Year-end penalties feel smaller than remittance penalties only until the first notice arrives. So if your issue is slip accuracy or filing timing, our T4 guide is the first place to tighten the process.
5. Payroll deductions are trust money, not working capital
CRA and the Income Tax Act treat source deductions as money held in trust. Under subsection 227(4), once you withhold the deductions, they are deemed to be held separate and apart in trust for the Receiver General.
That legal idea is the reason CRA reacts so aggressively to payroll arrears. This is the concept employers need to understand cold, because it explains why payroll debt is not treated like an ordinary vendor balance.
Plus the same mindset shows up on the indirect tax side too. So if you want the parallel HST version of this problem, read our GST/HST penalties guide as well.
6. Directors can get dragged in personally
This is the part owners hate hearing. Director liability (the rule that lets CRA pursue corporate directors personally for unremitted source deductions and HST after the company can't pay) is real.
Under section 227.1 of the Income Tax Act, CRA can assess directors personally for unremitted payroll deductions after it has tried and failed to collect from the corporation. Under section 323 of the Excise Tax Act, the same basic rule applies to unremitted GST/HST.

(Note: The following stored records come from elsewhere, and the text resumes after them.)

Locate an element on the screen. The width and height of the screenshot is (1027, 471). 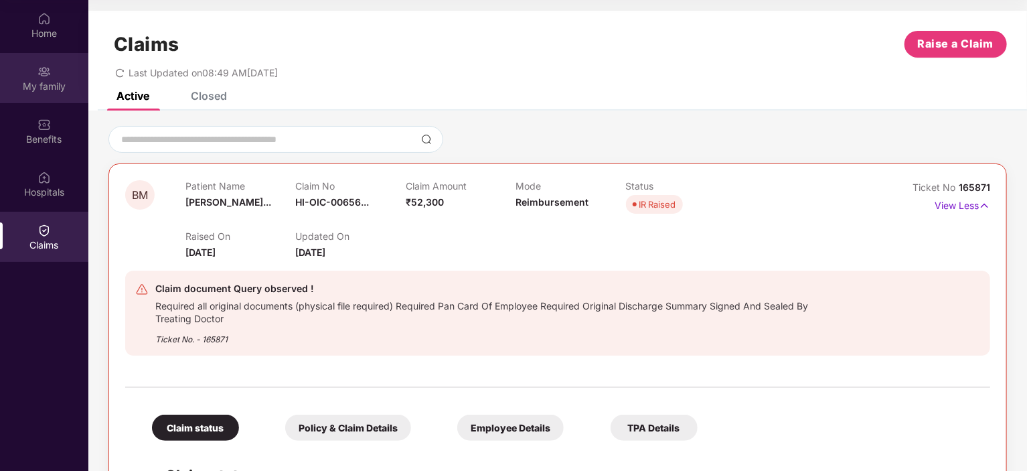
p: Updated On is located at coordinates (350, 236).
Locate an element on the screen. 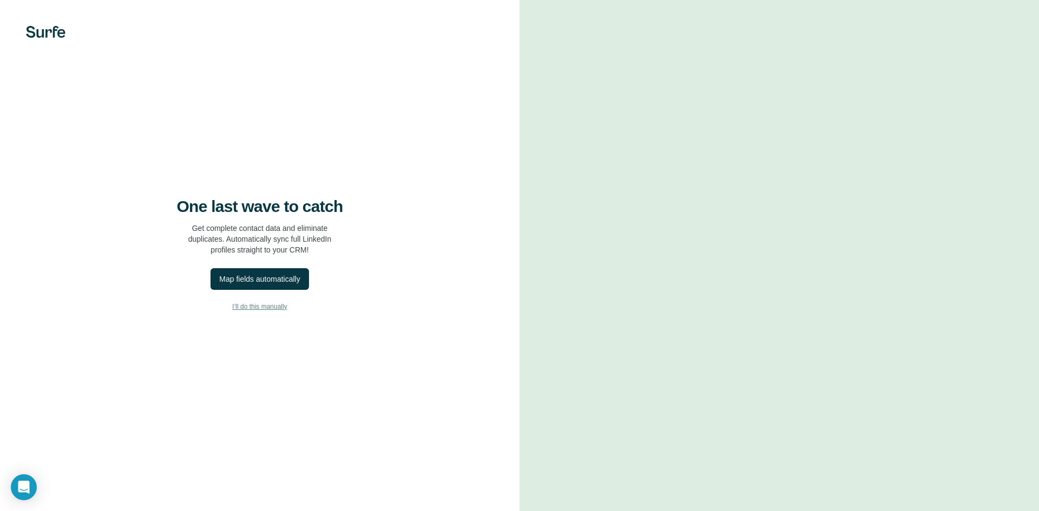 This screenshot has width=1039, height=511. span: I’ll do this manually is located at coordinates (259, 307).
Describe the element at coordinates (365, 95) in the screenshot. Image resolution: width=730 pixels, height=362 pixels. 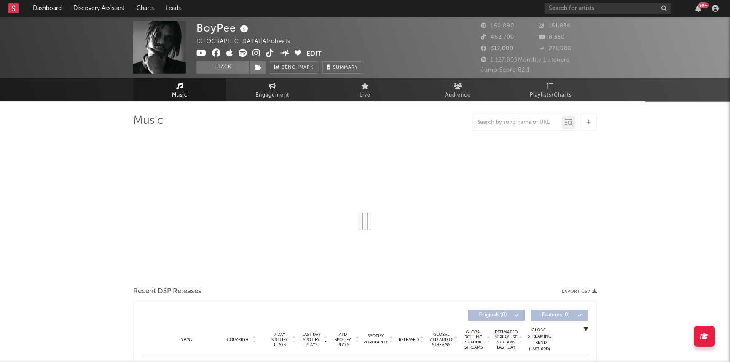
I see `span: Live` at that location.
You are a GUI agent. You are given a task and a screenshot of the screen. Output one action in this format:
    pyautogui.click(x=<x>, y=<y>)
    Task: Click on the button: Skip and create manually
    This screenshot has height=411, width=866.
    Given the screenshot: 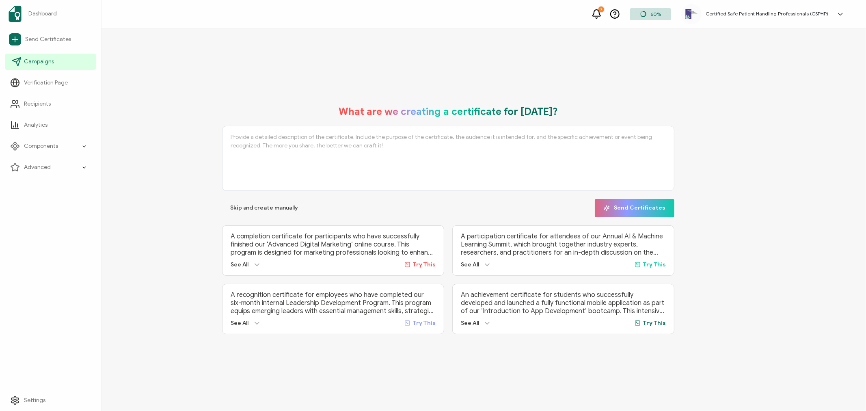 What is the action you would take?
    pyautogui.click(x=264, y=208)
    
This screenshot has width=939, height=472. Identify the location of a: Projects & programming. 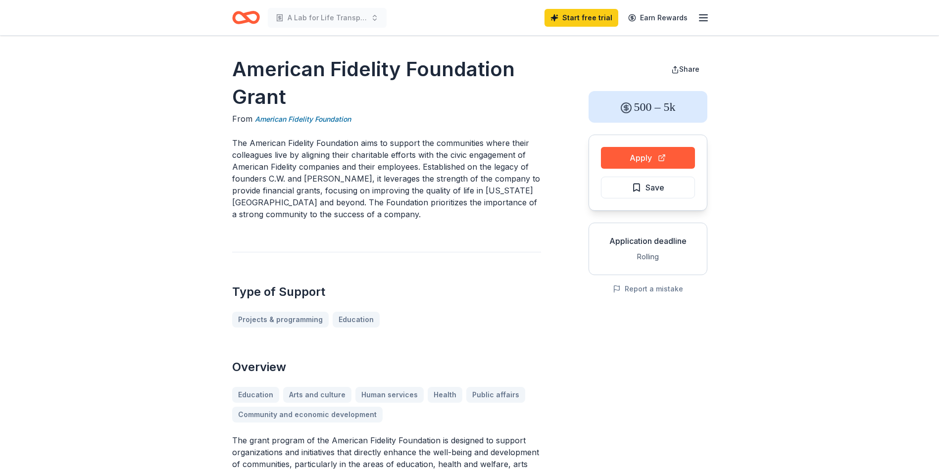
(280, 320).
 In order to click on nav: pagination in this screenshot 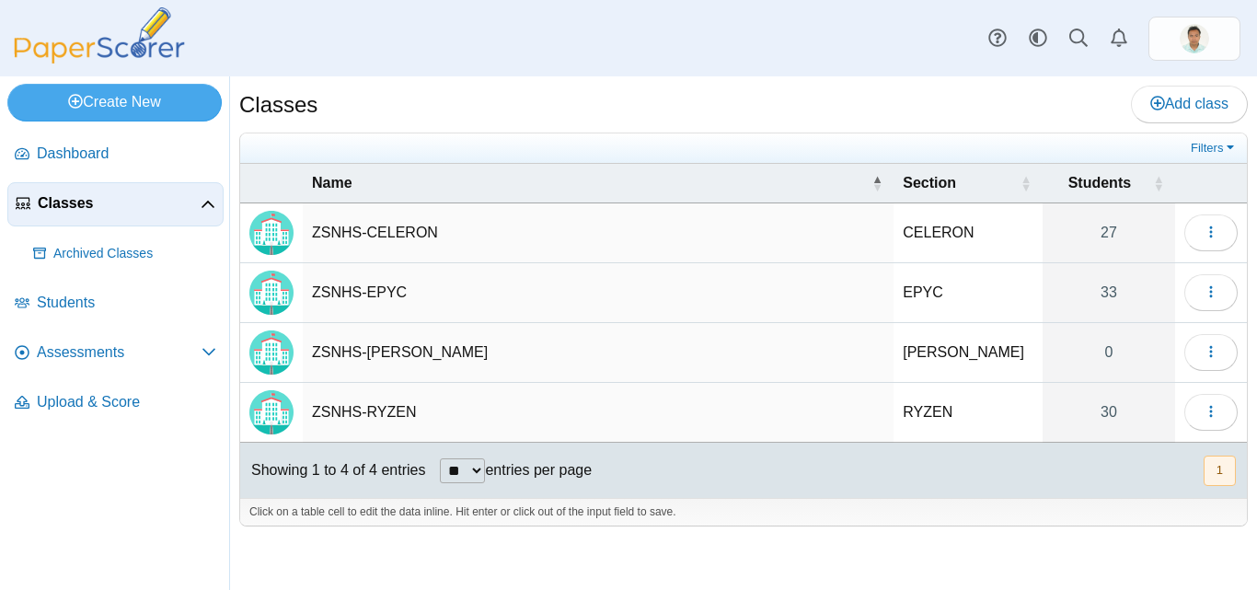, I will do `click(1219, 470)`.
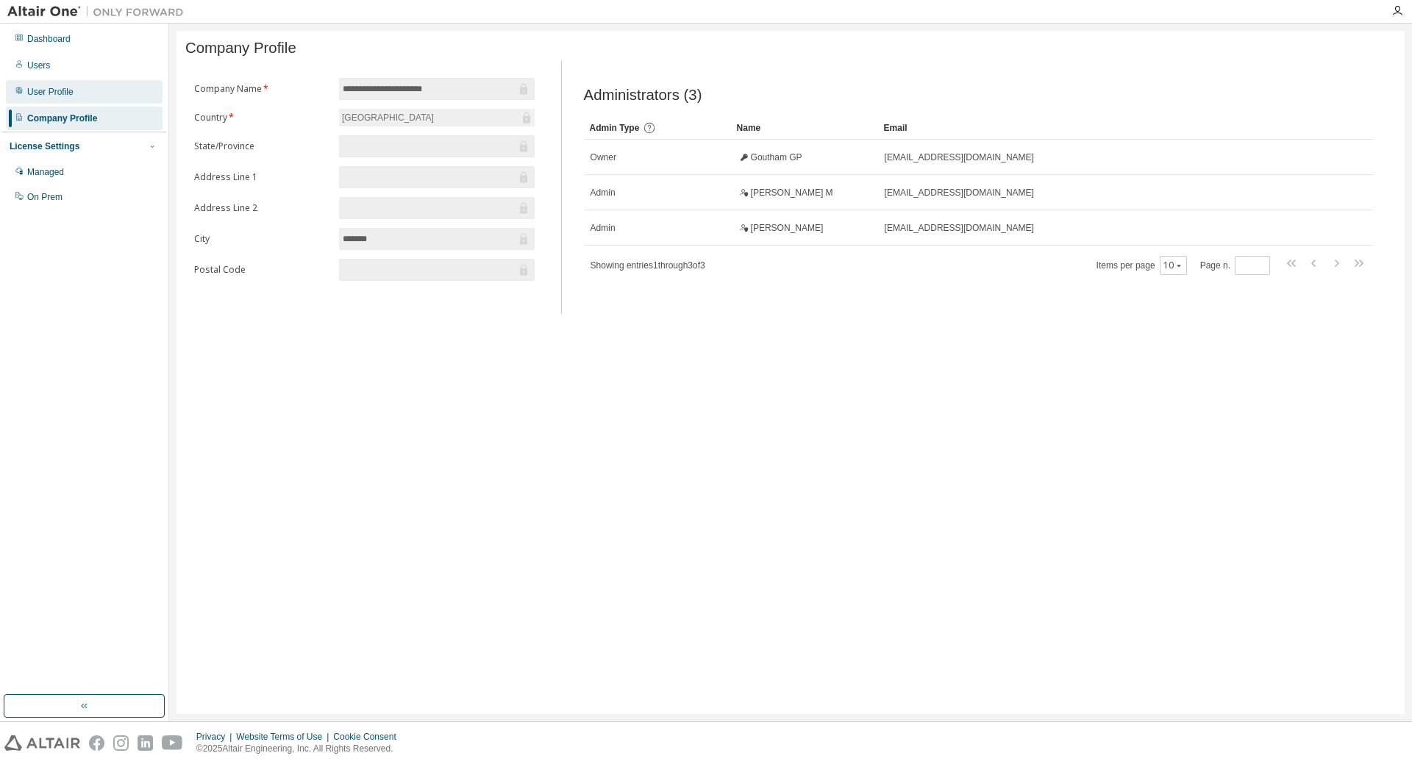 The height and width of the screenshot is (764, 1412). What do you see at coordinates (241, 48) in the screenshot?
I see `span: Company Profile` at bounding box center [241, 48].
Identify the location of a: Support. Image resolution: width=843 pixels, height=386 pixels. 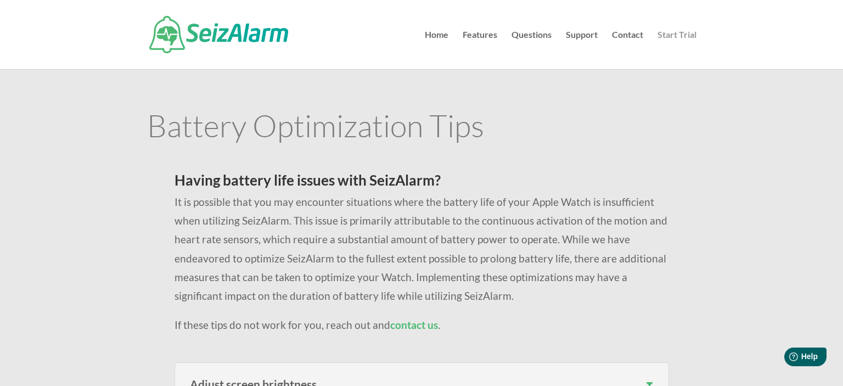
(582, 50).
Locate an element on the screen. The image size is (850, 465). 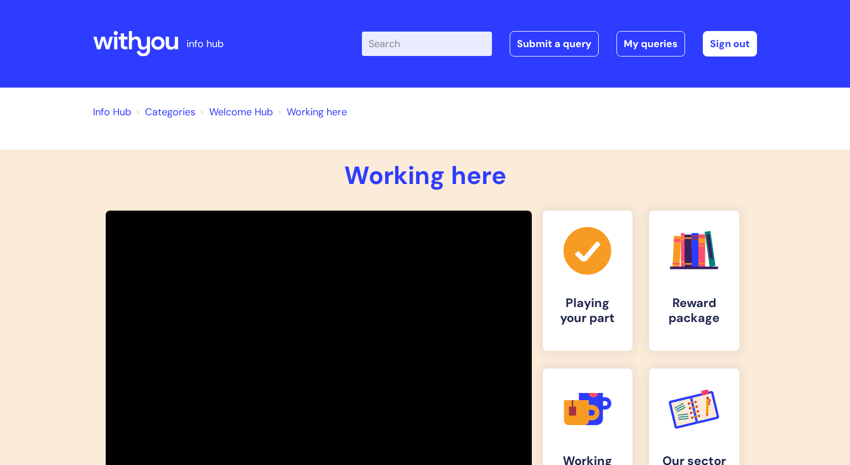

And there is a timing rule too. CRA generally has only two years after a person stops being a director to assess that director. This is why payroll problems should never be treated as something the corporation will "sort out later."
7. Fix errors fast and ask for relief when it fits
If you catch a T4 error, fix it quickly. CRA says to prepare an amended slip using the same type of slip, write "AMENDED" at the top, and send the corrected copies where they need to go.
And if the problem has already triggered penalties or interest, there is still one more path. Under subsection 220(3.1), CRA can consider taxpayer relief (CRA's mechanism to waive or cancel penalties in extraordinary circumstances — natural disasters, hospitalization, CRA error), and Form RC4288 is the request form.
Penalty relief is worth asking for when the facts actually support it, especially in cases of extraordinary circumstances, financial hardship, or CRA error. So if the file is already messy, get help early through our CRA audit support service instead of improvising under pressure.
Payroll problems get cheaper the earlier you catch them. If you want help fixing errors or tightening controls before CRA gets there first, we can help.